What If the Economists and Analysts are Wrong Again?

Every major American newspaper and business magazine I saw last month carried at least one major article reporting that the U.S. economy was in a freefall with no end in sight. The worst might have been the last issue of “Business Week,” with a front cover story about the recession. What if the newspapers and magazines are wrong about the economy?

Most consumer sentiment polls now tell us that American consumers are more pessimistic about the economy today than at any other time in the past decade. What if consumers are wrong?

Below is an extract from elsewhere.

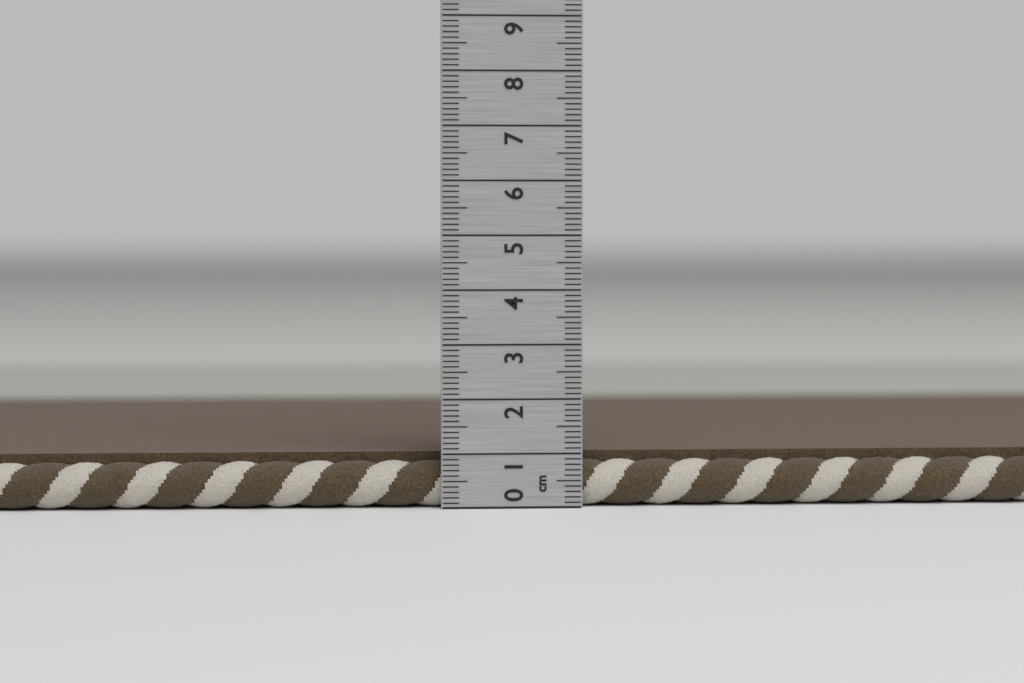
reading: 1.0 cm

Stock market advisors and economist are coming out of the woodwork and making forecasts that the economy will get much worse in 2008. What if they are wrong?

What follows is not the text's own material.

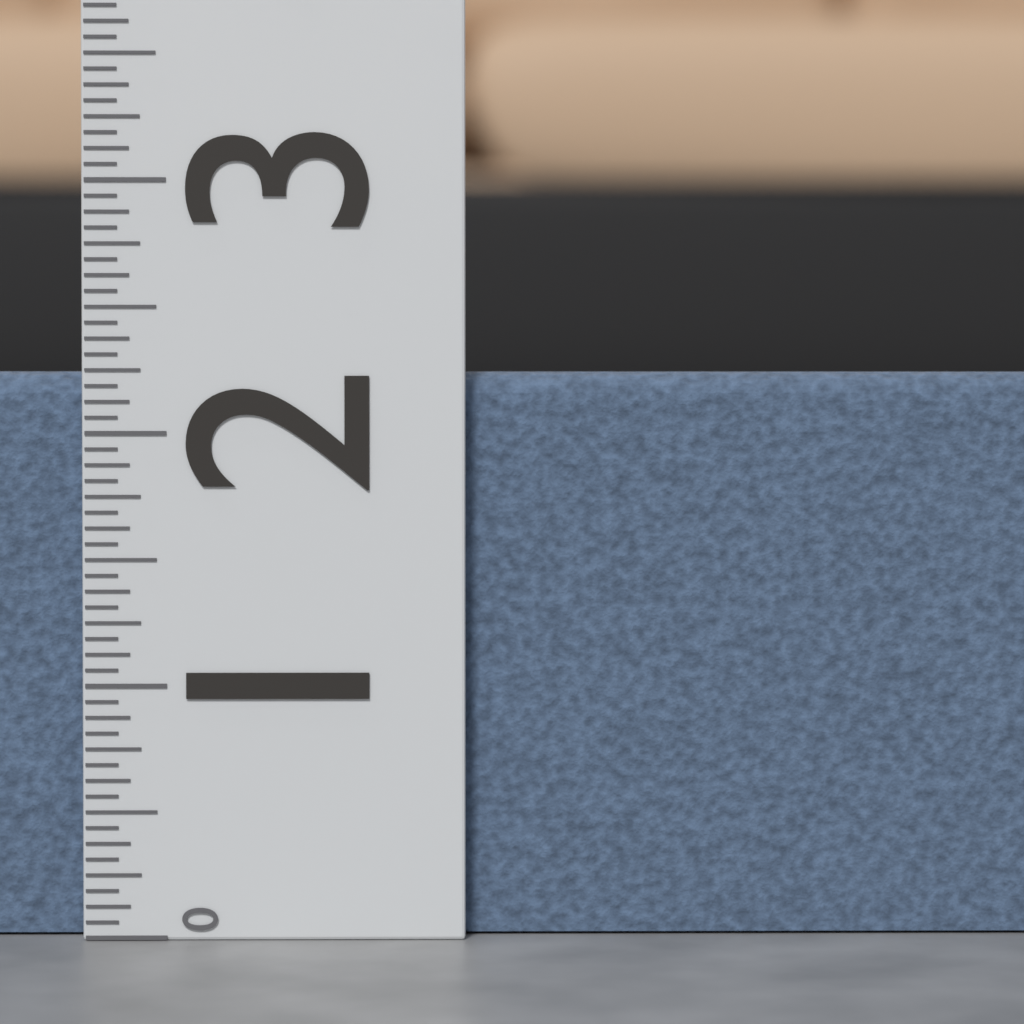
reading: 2.2500 (no unit)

After all, were they not all wrong when the economy was booming in 2005 and most thought that U.S. property prices could only go higher? I didn’t see any analysts or economists tell consumers not to borrow money to buy more houses (except for myself) in 2005 when they should have.

In 2007, I predicted that the U.S. would be in a recession in the first quarter of 2008. In an article I wrote in PROFIT CONFIDENTIAL on March 6 of this year, I predicted that the U.S. government would officially recognize that the U.S. is in a recession on May 29, 2008, as that is when I expected the GDP final numbers to be out.

The problem with human behavior as we know it is that humans are slow to react and, as a group, they are usually wrong in their opinions. As the media jumped on the recession bandwagon early this year, consumers and investors started to take note.

I’ve never seen a recession as well published and expected as this one. The most difficult recessions in history (and the Great Depression) occurred when very few people expected them — they kind of sneak up on you.

With the amount of damage control Bernanke and the Fed are doing, I don’t see this recession as being a severe one. Hopefully, it will only be a bump in the road. (In fact, the worst may be over.)

Why do I say this? Principally, because the stock market looks like it has bottomed out. We have very few stocks making new 52- week lows; we have U.S. corporations sitting with plenty of cash.

If we had a situation where the stock market was making new lows and corporations were out of cash, then I’d say that deep problems lie ahead, but we have the opposite today. It is the American consumer that is tapped out, not corporations. But the Fed is coming to rescue of those consumers.

Yes, I’m still of the opinion that we are in a recession. But I’m also in that very small club that believes that Bernanke has done a masterful job at saving the economy and that better times, not worse times, lie ahead in 2008 for the economy. And that’s what the action in the stock market is telling me, too.